Here’s a playlist of music I liked in April — lots of Rosalia, who I fell rather in love with, accordion music from Lesotho, folk, country, jazz, baroque.
We take mushrooms in the flat, then to the Communists to drink 70cent glasses of warm white wine beside the canal. It looks like milk. Air smells of horse manure, not unpleasant. When I was ten or eleven I took classes at a stable. At the end school I’d change from my uniform into tight beige jodhpurs and sharp riding shoes, the only boy to do so. I quite liked the confusion between masculinity (an officer on his horse) and emasculation (girlish trousers and shoes) this represented. I also liked how vicious a weapon the shoes were when delivering a kick in a scrape. I liked the messiness of the stables and how feral the girls I rode with became, kicking manure at one another.
On the way to the Giardini we find P., C., and M. sitting in the sun, all languorous. M. is wearing a sort of shimmery jester’s outfit with bare legs and very high heels, a shock after so many black coats, suits, t-shirts. A woman in a hat and a face mask, her partner and grown-up child pass and say hello to P., who gets up, and as we move to get up too says “don’t get up, it looks lovely down there” so we don’t and she steps over to shake our hands and introduce herself, “Tilda.” We joke about dogs, children and I think what a nice rich woman and then realise who she is.
I help find M.’s friend, a Russian. “She’s left now, because...” I think about the wave of Russian emigre creatives/thinkers and think how much they did to enrich (Nabokov) and harm (Ayn Rand) art in the Anglosphere. The Georgians I know are complaining that the influx of Russians to Tblisi is putting rents up, as they have so much more money. Though they are careful to make distinction between different Russians, between those who miss creature comforts and those fleeing for political reasons.
*
We spot a table of drinks being set up beside the Finnish Pavilion and wait for them to be poured. A woman asks me “Are you Finnish?” and I say, “What, am I finished?” and then realise and say, “Yes, I am Finnish.” She nods. “I could tell from your eyes.” I am not Finnish.
Lo is talking to the Georgians, I’m looking at the serene blue of the ‘pretend’ canal.
We walk through a rooms which are bright white, shoes in hand: in one room a woman sits, her feet in mud. She looks very upset and isn’t real. In another room there is water. In the last room the floor is dirt and we put our shoes back on to cross it.
Inside the Milk of Dreams and Lo’ is very moved by the surrealist room, even having me take a picture of her beside a Leonor Fini. I’d never taken a picture of someone beside a painting in a gallery before and feel odd. I always mock people who do it, almost shove them out of the way. Lo is holding a beautiful flower she found beside the Korean Pavilion.
We leave another pavilion full of very textural art. “Why?” “Why indeed. Why can’t they make things that look nice or move onee?” “Why do they make art that’s trying to write an essay, why not write an essay?” “Perhaps they’re not smart enough?” “Perhaps. Perhaps when the philosophers ignored them they started.” “More money, though.” “Sometimes.” A block of wall text had been taller than me (though I am not very tall). So much description. Does describing matter?
We stand in the Ukrainian intervention — burnt wood, posters by Ukrainian artists on the pillars, a pile of sandbags in the same manner of those used to protect statues in besieged cities. We are moved, Lo’ takes photos for her mother. A Ukrainian woman gives an interview to a camera crew, tall and very striking. I. said the Ukrainians she’s working with are finding being in Venice very strange. One of them, a young man, has special dispensation and, after the Biennale will have to return to fight. I think of the ‘30s, of the gasp before.
*
Down a tiny alley in Cannaregio and run into Gv. outside the house where the Georgians are staying. A big room with fires and a bar in the middle, a tall Georgian manning it. Gv. says “that’s the king of Kakheti” and grins. She introduces us and he says he loves my cooking, is incredibly sweet. People are speaking their hushing creeping-through-the-reeds-language, which dives between Slav and Arabic and Persian.
At a table a pretty woman sits down beside E. and I say hello, and she says “oh, this is my mother” and without meaning to I blurt out “your mother! not your sister?” I talk to the mother and her friend for most of the evening, about food, London. The friend shows me her Instagram which is made up of pictures of her putting her middle finger up to Putin. I am somewhat surprised by the positive light she holds my PM in, saying she hates him for Brexit but thinks he has performed better than any other European when it comes to Ukraine. I am invited to dine with both of them, and the friend’s mother, when I return to Tblisi. Someone hooks up the sound system, I chat to a Georgian with a thick South-London accent who points to an older man who has been half asleep in an armchair all evening. “My father, an artist.”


▸ **DIRECTIONS**: Copy each record below faithfully, leaving out images.

•••

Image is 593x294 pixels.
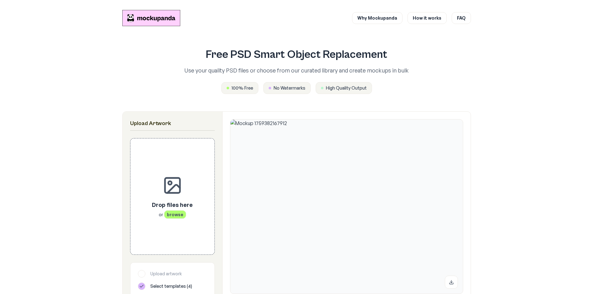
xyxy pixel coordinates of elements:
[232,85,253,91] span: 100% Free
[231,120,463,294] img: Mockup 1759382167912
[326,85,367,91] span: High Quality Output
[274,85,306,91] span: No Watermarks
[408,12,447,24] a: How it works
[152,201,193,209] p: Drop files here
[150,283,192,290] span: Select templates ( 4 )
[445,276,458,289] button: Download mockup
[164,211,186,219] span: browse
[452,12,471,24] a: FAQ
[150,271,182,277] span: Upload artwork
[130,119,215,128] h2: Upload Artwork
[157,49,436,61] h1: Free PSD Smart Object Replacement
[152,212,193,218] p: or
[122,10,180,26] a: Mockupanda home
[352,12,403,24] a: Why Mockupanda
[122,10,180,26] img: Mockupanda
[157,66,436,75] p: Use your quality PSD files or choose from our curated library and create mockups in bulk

•••

▸ **PROBLEM SOLUTION**:
Image is 593x294 pixels.
xyxy pixel coordinates of elements:
[232,85,253,91] span: 100% Free
[231,120,463,294] img: Mockup 1759382167912
[326,85,367,91] span: High Quality Output
[274,85,306,91] span: No Watermarks
[408,12,447,24] a: How it works
[152,201,193,209] p: Drop files here
[150,283,192,290] span: Select templates ( 4 )
[445,276,458,289] button: Download mockup
[164,211,186,219] span: browse
[452,12,471,24] a: FAQ
[150,271,182,277] span: Upload artwork
[130,119,215,128] h2: Upload Artwork
[157,49,436,61] h1: Free PSD Smart Object Replacement
[152,212,193,218] p: or
[122,10,180,26] a: Mockupanda home
[352,12,403,24] a: Why Mockupanda
[122,10,180,26] img: Mockupanda
[157,66,436,75] p: Use your quality PSD files or choose from our curated library and create mockups in bulk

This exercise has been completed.